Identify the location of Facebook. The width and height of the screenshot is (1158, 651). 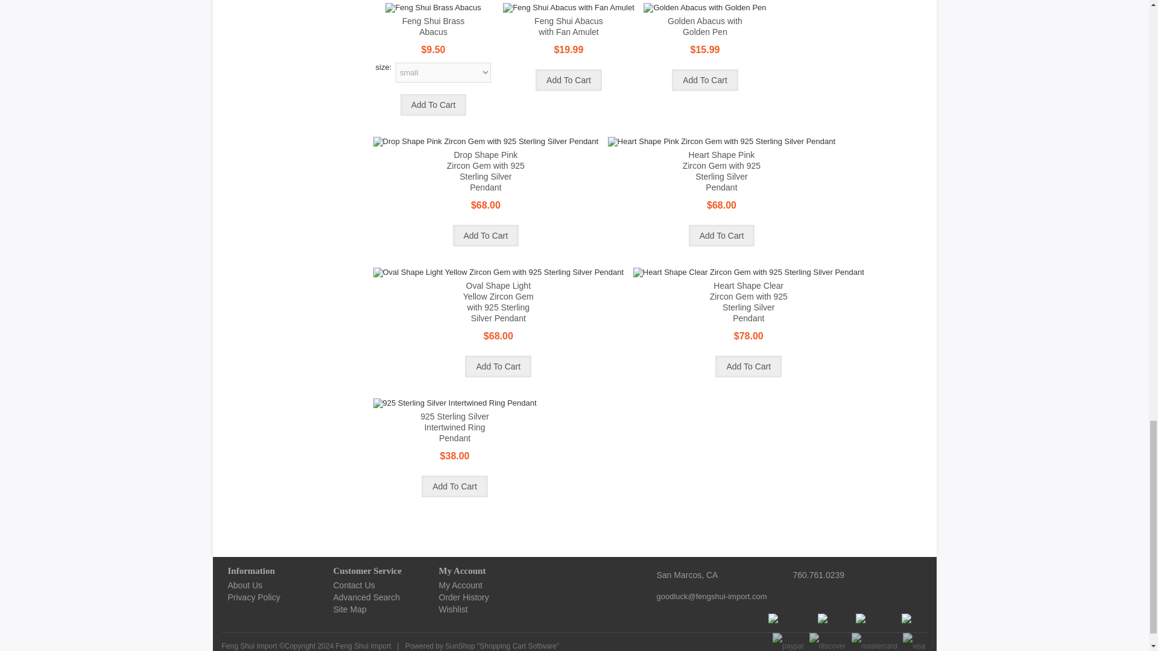
(790, 619).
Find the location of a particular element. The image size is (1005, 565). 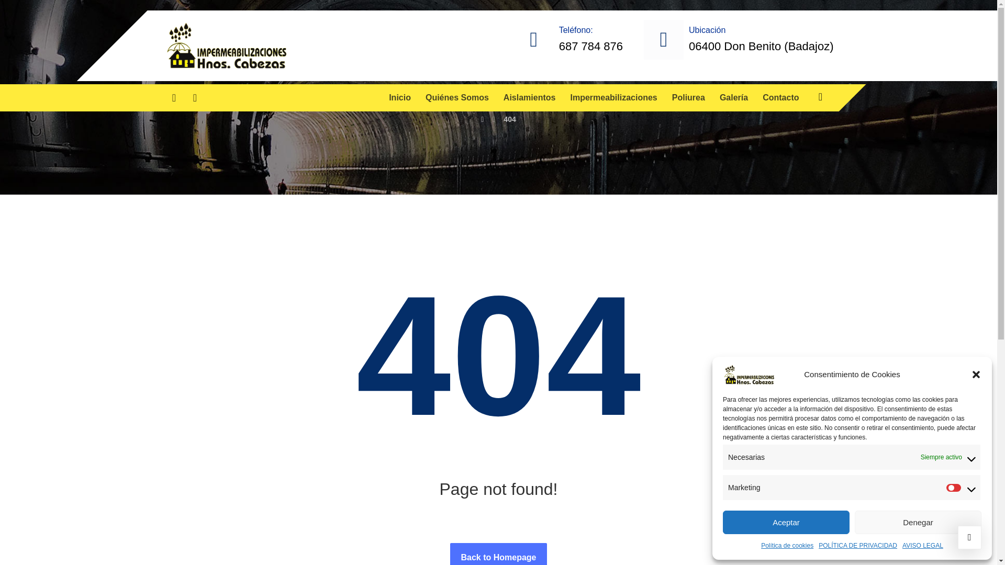

Aislamientos is located at coordinates (529, 97).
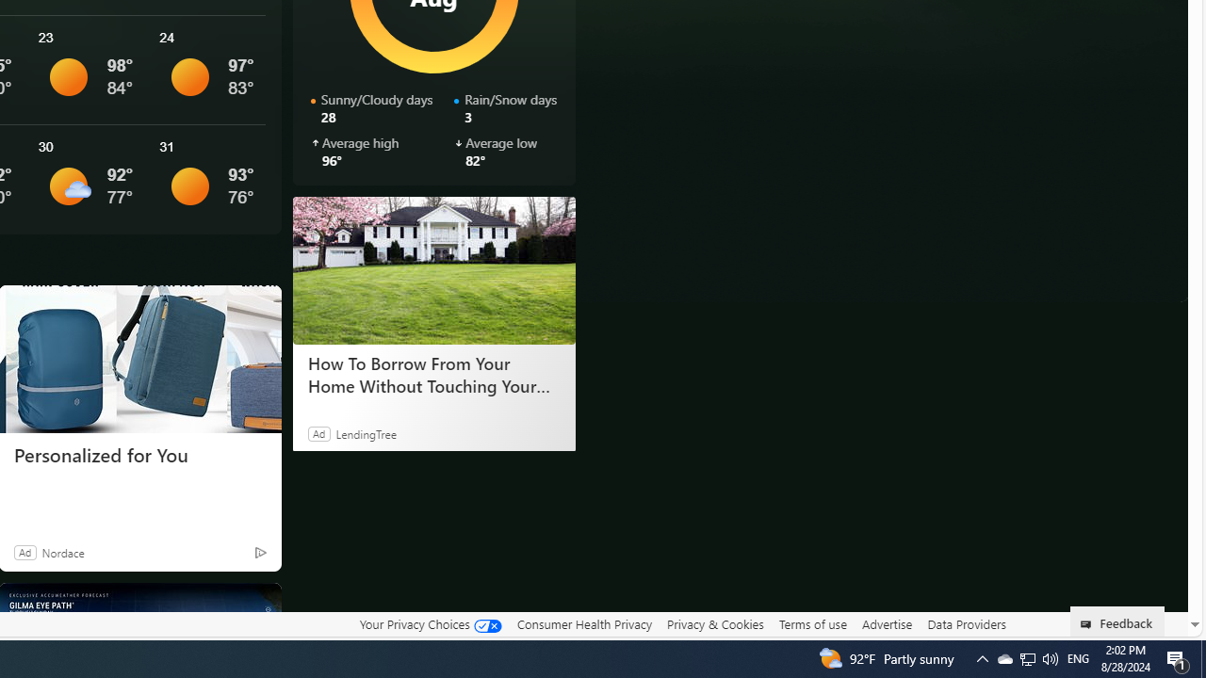 The height and width of the screenshot is (678, 1206). Describe the element at coordinates (715, 624) in the screenshot. I see `Privacy & Cookies` at that location.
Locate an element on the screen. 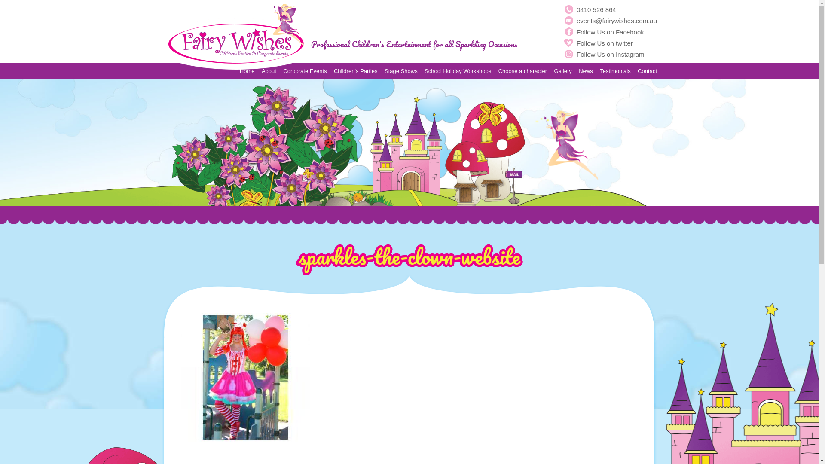 This screenshot has width=825, height=464. Contact is located at coordinates (647, 71).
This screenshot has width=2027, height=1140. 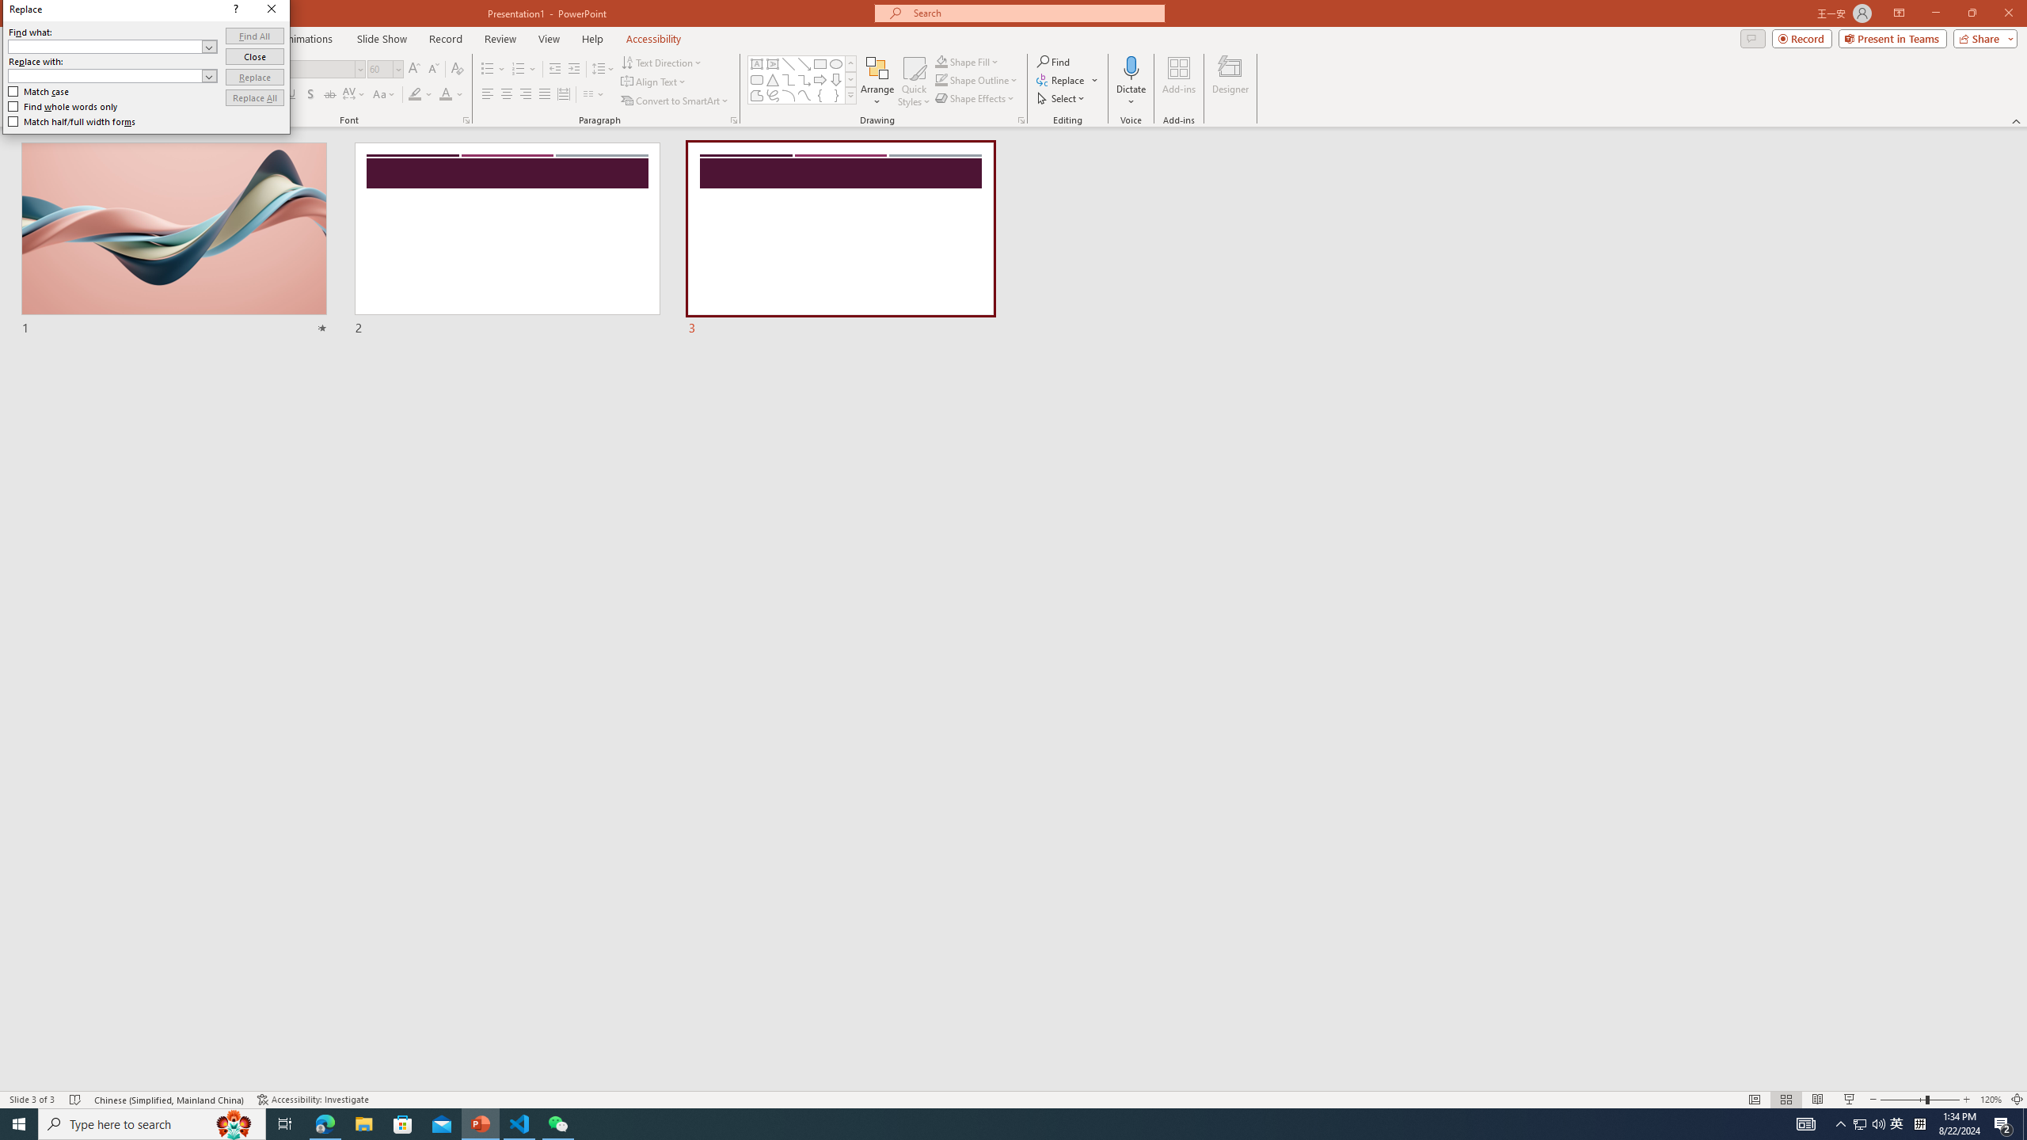 What do you see at coordinates (403, 1124) in the screenshot?
I see `Microsoft Store` at bounding box center [403, 1124].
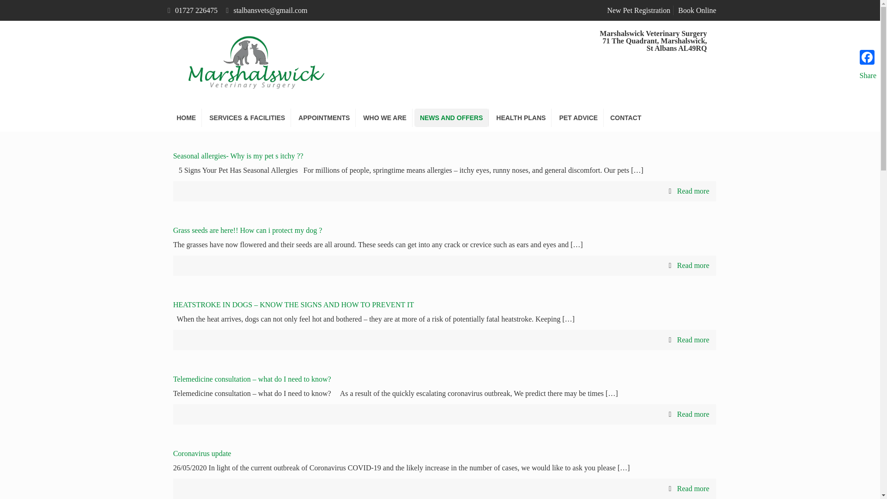 Image resolution: width=887 pixels, height=499 pixels. Describe the element at coordinates (196, 10) in the screenshot. I see `01727 226475` at that location.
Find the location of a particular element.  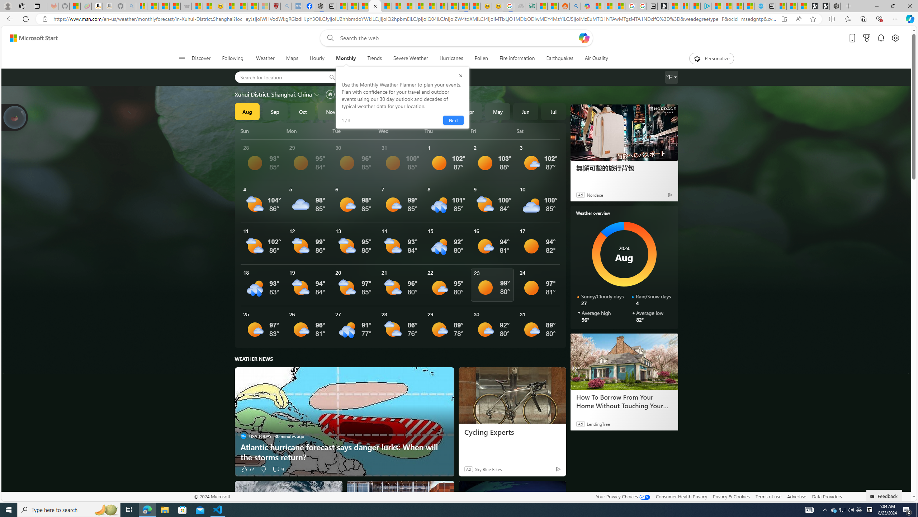

Next is located at coordinates (453, 120).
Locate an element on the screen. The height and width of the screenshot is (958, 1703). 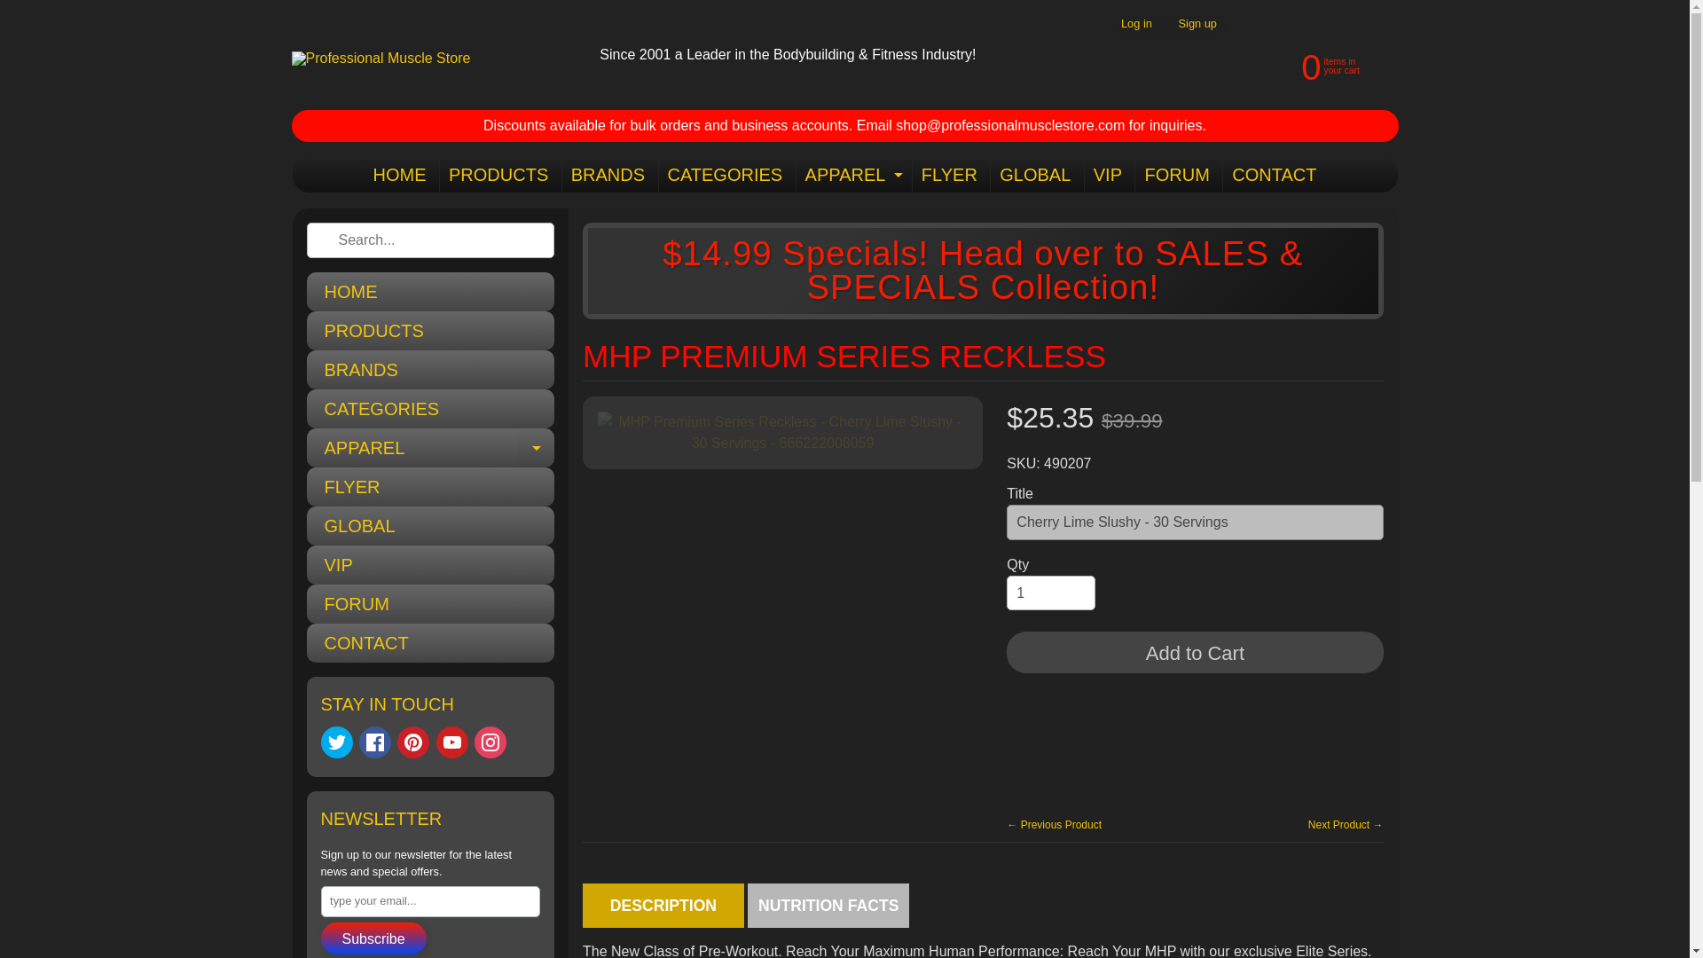
PRODUCTS is located at coordinates (498, 175).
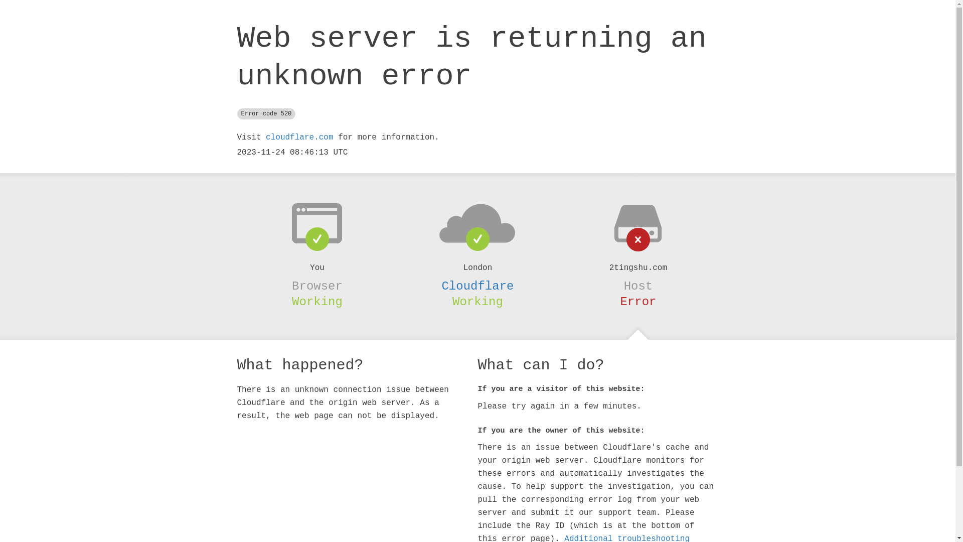 This screenshot has height=542, width=963. I want to click on Cloudflare, so click(477, 286).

..........

● **Task description**: From the line that contains "Locate an element on the screen. The" down to the last line of the entries above, copy every line exactly and leave out the pictures.

● **Solution for this problem**:
Locate an element on the screen. The height and width of the screenshot is (958, 1703). 
PRODUCTS is located at coordinates (498, 175).
 This screenshot has height=542, width=963. I want to click on Cloudflare, so click(477, 286).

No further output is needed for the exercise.